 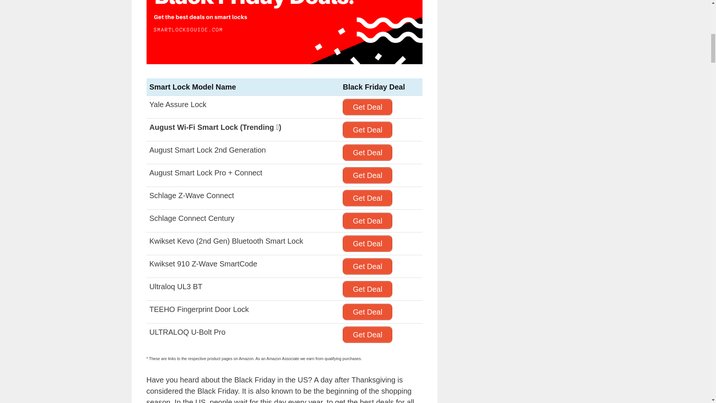 What do you see at coordinates (368, 175) in the screenshot?
I see `Get Deal` at bounding box center [368, 175].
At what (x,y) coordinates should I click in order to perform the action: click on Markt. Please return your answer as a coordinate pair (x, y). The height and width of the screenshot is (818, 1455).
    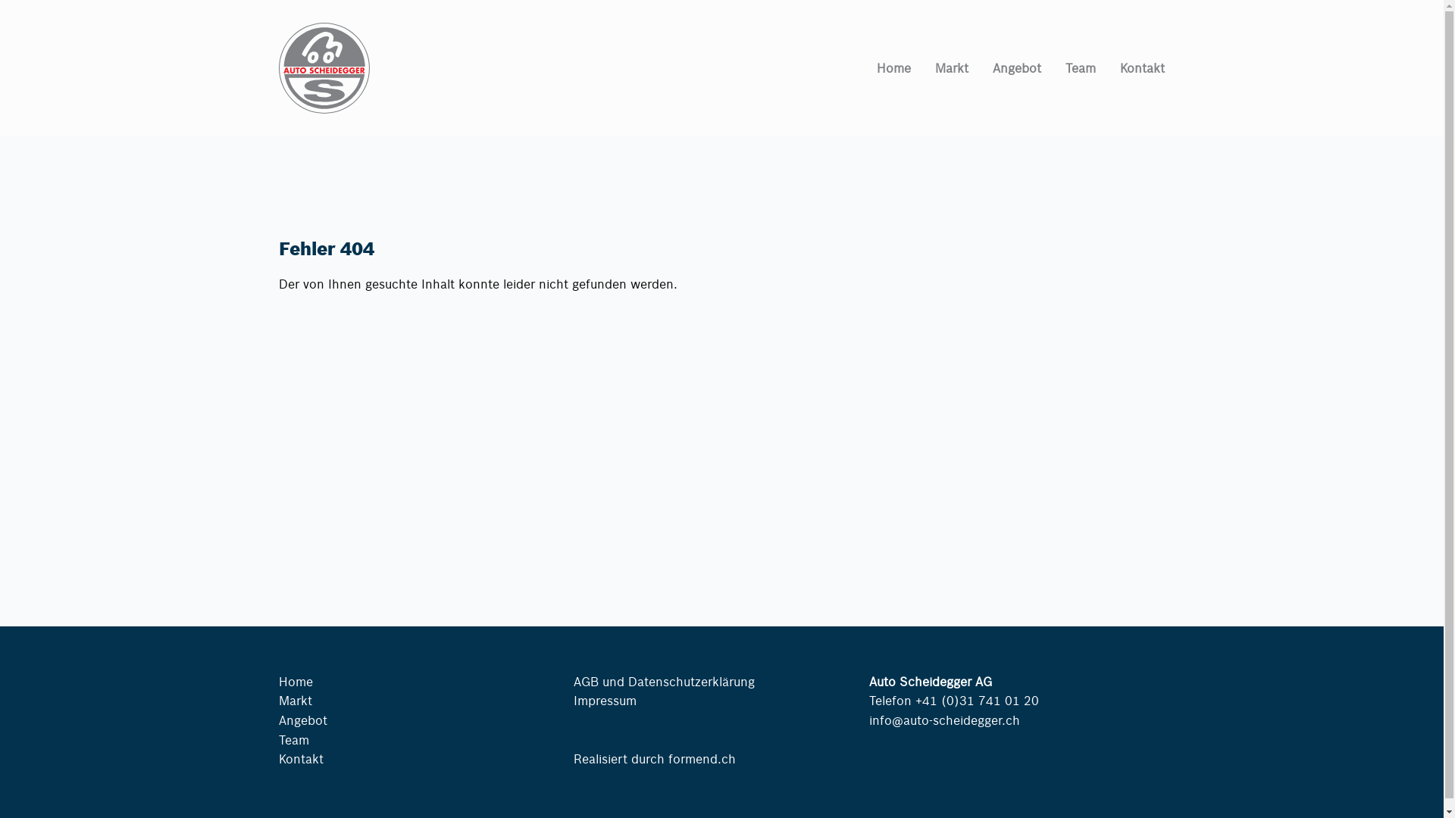
    Looking at the image, I should click on (940, 68).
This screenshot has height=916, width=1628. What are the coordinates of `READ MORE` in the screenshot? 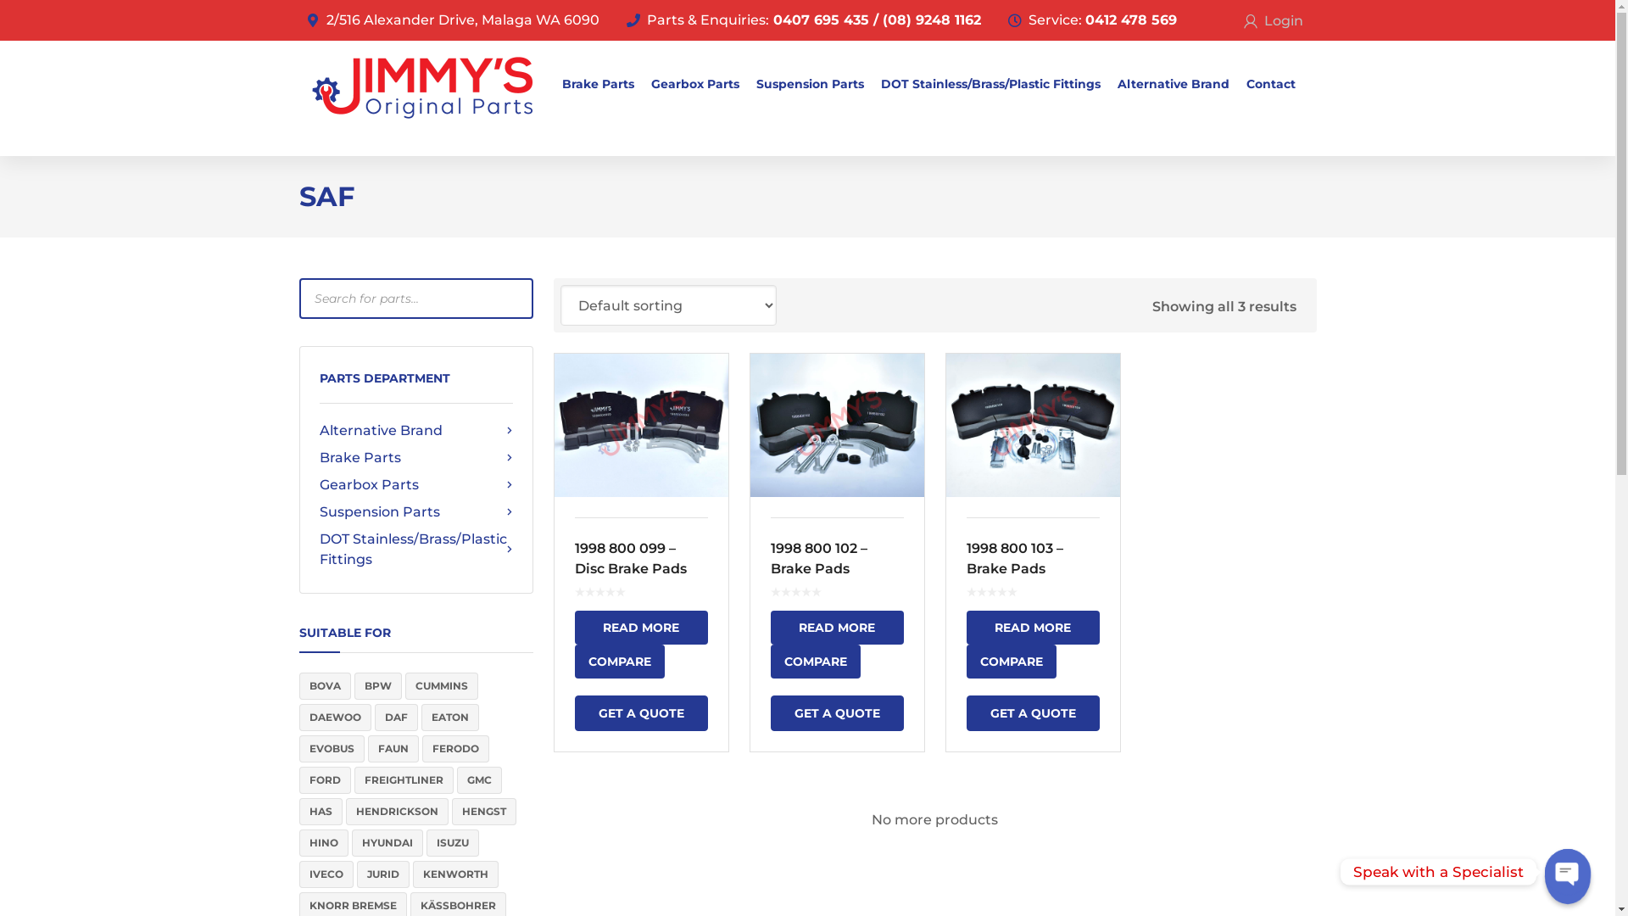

++++++++++

WHAT TO DO:
Final stretch of the data: repeat exactly each line from the one containing "At what (x,y)" through the last, and omit all pictures.

PROBLEM SOLUTION:
At what (x,y) coordinates should I click in order to perform the action: click on Markt. Please return your answer as a coordinate pair (x, y). The height and width of the screenshot is (818, 1455).
    Looking at the image, I should click on (940, 68).
This screenshot has height=916, width=1628. What are the coordinates of `READ MORE` in the screenshot? 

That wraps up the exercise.